So now it comes full circle again to simply limiting the mining (digging) to an amount that would be equivalent to a PoW coin that has been out for as many months as CLAMs has. Several hundred clams dug per day was a rough approximation I had come up with in the past.
There is no need to stop the digging but it must be limited so that millions of coins cannot get dug in a short period of time. Any low impact solution that does not limit the daily digging in some way will probably not save the coin. I can see it limiting the speed at which diggers can make money and increasing the value of the coin significantly. So diggers might be against it having to wait longer to dig all their coins.
But better CLAMS market cap be $1 million+ again and have to wait to dig your CLAMs than for them to be near worthless as the market cap drops under $100k.
So how long till this vote?
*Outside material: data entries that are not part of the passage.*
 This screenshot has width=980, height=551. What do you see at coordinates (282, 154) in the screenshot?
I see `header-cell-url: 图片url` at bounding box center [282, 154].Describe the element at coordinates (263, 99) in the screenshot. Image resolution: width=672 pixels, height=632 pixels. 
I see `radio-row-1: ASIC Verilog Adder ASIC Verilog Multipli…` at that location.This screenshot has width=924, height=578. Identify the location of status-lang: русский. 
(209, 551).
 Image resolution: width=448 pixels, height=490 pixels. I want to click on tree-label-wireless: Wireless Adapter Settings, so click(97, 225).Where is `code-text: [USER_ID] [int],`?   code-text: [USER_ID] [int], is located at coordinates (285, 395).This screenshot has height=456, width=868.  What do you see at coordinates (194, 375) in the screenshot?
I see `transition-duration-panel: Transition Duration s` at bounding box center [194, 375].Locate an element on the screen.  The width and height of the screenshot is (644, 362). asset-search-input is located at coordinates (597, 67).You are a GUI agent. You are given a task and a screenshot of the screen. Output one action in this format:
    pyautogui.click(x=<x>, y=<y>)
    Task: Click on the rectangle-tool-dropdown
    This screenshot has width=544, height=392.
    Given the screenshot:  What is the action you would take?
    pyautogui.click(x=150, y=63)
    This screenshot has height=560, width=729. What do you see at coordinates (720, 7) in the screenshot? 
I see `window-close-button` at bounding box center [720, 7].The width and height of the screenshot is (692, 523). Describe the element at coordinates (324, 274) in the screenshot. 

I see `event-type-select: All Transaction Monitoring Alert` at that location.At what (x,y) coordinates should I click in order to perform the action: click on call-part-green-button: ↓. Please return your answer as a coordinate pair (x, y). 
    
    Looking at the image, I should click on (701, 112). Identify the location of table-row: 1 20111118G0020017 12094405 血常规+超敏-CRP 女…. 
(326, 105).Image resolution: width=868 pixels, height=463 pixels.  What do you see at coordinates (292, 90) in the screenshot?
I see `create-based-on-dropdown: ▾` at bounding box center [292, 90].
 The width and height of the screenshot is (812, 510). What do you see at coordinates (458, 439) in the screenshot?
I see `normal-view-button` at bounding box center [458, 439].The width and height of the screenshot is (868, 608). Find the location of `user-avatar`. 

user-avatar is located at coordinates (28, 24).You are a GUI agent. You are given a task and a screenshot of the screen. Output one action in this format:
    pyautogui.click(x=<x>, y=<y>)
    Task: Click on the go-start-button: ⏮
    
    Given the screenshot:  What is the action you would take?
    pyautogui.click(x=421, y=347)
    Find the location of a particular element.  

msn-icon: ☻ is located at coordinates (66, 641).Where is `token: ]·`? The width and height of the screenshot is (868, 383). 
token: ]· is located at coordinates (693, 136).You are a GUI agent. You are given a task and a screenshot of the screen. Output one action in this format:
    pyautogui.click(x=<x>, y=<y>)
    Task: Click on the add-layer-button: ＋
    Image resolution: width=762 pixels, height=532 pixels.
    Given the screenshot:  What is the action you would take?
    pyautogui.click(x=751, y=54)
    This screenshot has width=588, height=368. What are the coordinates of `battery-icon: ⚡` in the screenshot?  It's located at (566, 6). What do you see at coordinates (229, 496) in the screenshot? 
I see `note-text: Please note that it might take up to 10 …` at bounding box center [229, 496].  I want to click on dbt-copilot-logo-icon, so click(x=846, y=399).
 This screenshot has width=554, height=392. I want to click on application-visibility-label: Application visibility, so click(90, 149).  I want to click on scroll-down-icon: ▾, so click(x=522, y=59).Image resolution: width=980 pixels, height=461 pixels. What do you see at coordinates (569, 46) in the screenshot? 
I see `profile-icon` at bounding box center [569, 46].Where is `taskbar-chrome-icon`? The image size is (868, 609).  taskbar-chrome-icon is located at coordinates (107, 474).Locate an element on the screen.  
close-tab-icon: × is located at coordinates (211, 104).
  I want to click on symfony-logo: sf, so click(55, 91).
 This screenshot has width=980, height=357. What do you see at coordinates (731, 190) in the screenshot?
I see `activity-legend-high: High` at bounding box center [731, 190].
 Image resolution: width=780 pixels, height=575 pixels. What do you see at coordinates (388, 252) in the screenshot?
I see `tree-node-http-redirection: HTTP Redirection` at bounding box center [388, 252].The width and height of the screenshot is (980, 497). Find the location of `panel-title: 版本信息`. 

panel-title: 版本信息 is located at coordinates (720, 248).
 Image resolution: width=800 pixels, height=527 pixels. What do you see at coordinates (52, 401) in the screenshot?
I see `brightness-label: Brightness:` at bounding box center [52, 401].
And then how long after that for implementation.
I don't share your optimism that slowing the digging will result in a recovered price. Higher than it is currently? Possibly, but I'm skeptical it holds for any meaningful period of time. The problem is that even with slowed digging, there's already a great many more CLAMs out there chasing the same small base of buyers, and the buyers are mainly gamblers at JD. So unless you increase demand for the coin, the base of buyers doesn't increase, and the price doesn't recover, it just keeps slowly dropping.
Now the price might recover initially as confidence is restored in the system and people buy back in to earn their staking income under the delusion that they're "making money" by holding CLAM, but eventually to realize the "profit" they have to cash out to BTC, and when this happens in any meaningful way, the price plummets. This is the long term reality of CLAM. The falling price isn't an anomaly caused by the whale digger, it's the long term trend being accelerated by him.